Personally, I'd just use package data.table where this is easier because you don't need $
, i.e., you can just do eval(bquote(lapply(L, function(x) setDT(x)[.(s),])))
without changing s
. OTOH, I wouldn't do this at all. There is really no reason to split before subsetting.
Upvotes: 1
Reputation: 226192
I would guess (based on general knowledge and a quick skim of the answers to the "dangers of subset()" question) that the dangers of subset
are intrinsic dangers of non-standard evaluation (NSE); if you want to be able to pass a generic expression and have it evaluated within the context of a data frame, I think you're more or less stuck with subset()
or something like it.
If you were willing to use a more constrained set of expressions such as var
, vals
(looking for cases where the variable indexed by string var
took on values in the vector vals
) you could use
d[d[[var]] %in% vals, ]
Here var
is a string, not a naked R symbol ("cyl"
rather than cyl
); it's unambiguous that you want to extract it from the data frame.

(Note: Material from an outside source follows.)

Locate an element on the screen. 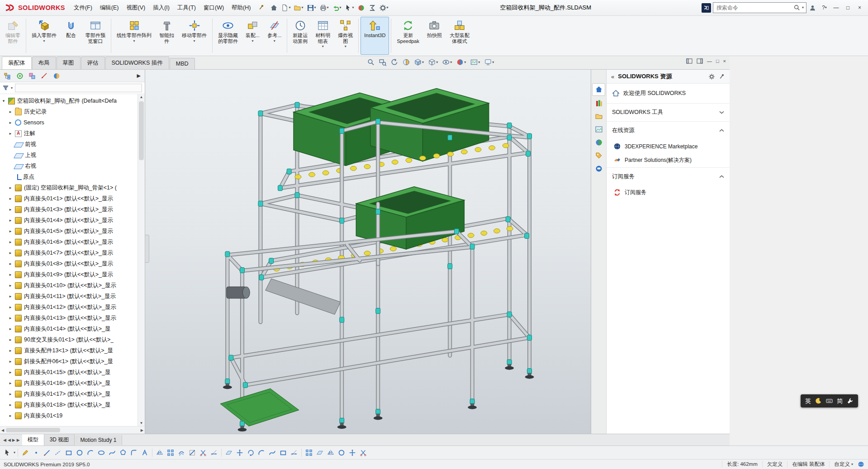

You could extend this to a vector of variables and a list of vectors of values:
for (i in seq_along(vars)) {
d <- d[d[[vars[i]]] %in% vals[[i]], ]
}
but if you want the full flexibility of expressions (e.g. to be able to use either ESL == 1 & type == 4
or ESL == 1 | type == 4
, or inequalities based on numeric variables) I think you're stuck with an NSE-based approach.
It's conceivable that the new-ish "tidy eval" machinery (in the rlang
package, documented in some detail here) would give you a slightly more principled approach, but I don't think the dangers will completely go away.